Yes the plan is a message format with an address and error check at the end. My concern is that if a reception is triggered by anything I could never be in sync.
Consider this usual stream format:
START LEN PAYLOAD CRC
By choosing START magic number properly, odds that it is repeated in payload are made smaller (can be multibyte):
acdcabba 05 (01 02 03 04 05) 13 37
Now it's still possible that acdcabba repeats in data:
acdcabba 05 (01 ac dc ab ba) 21 18
When you start parsing at correct start id, CRC check succeeds -> you are now in sync with the stream.
But let's say you are out of sync and accidentally sync to the wrong acdcabba. Now 0x21 in above example is interpreted as length. You have to read many bytes and lose many packets before you get to what you think is CRC, get mismatch and only then detect the error.

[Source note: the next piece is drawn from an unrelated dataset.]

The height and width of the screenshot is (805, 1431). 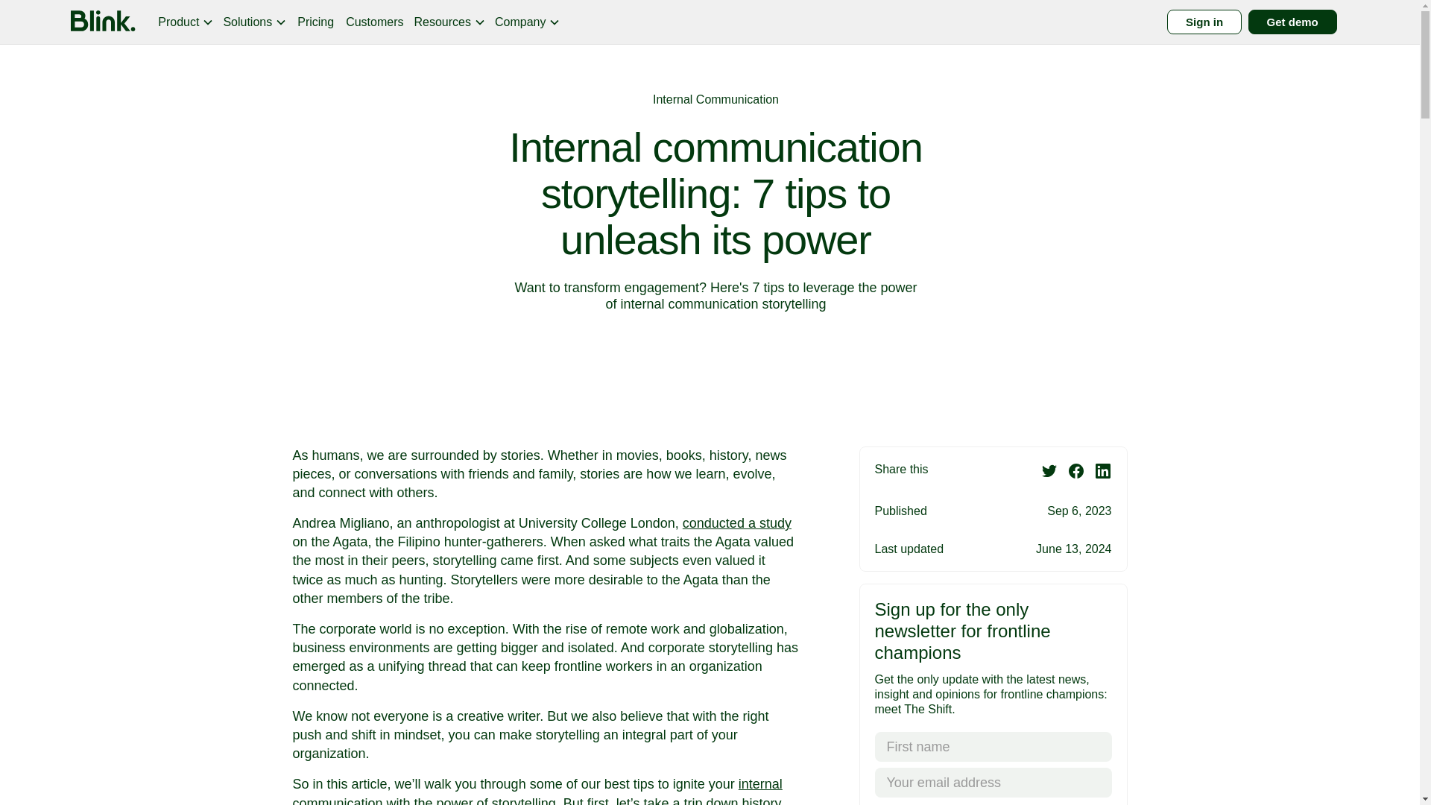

Worse, if the unlucky packets containing acdcabba are recurring, chances are you always try to resynchronize on the wrong start id, and never get a sync.
Solution to this is to buffer bytes and if CRC mismatch happens, scan old bytes in the buffer to find another acdcabba. One of them must be the right identifier. You can guarantee to get back in sync this way, but scanning the whole buffer many times is more work and also requires much more processing than byte-by-byte parsing while bytes are received.
Or, you can just accept not to cover this problem. With a long (say 32-bit), randomly chosen magic number and low error rates, the failure condition of never getting sync is extremely rare.
One way of mitigating the problem of having to waste a lot of packets due to misidentification or corruption of length field, is to use separate CRC for header only. For example, a 8-byte header block: START32 LEN16 MSGID8 CRC8, followed by payload and then CRC16 over the payload. Now, chances of this 64-bit sequence (including valid CRC) occurring in payload is extremely small, and that repeating in every data frame even more slim.
This post is assuming you want to use all possible byte values in payload. If you are willing to remove 1:1 mapping from raw payload to packet payload, you can choose unique values for start/end identifiers as peter-h suggests, but then you need to escape these values in data, and data length becomes different to original raw payload.
ASCII is good when you want human interoperability, but on the other hand, ASCII-based systems have been notoriously troublesome, despite good intentions.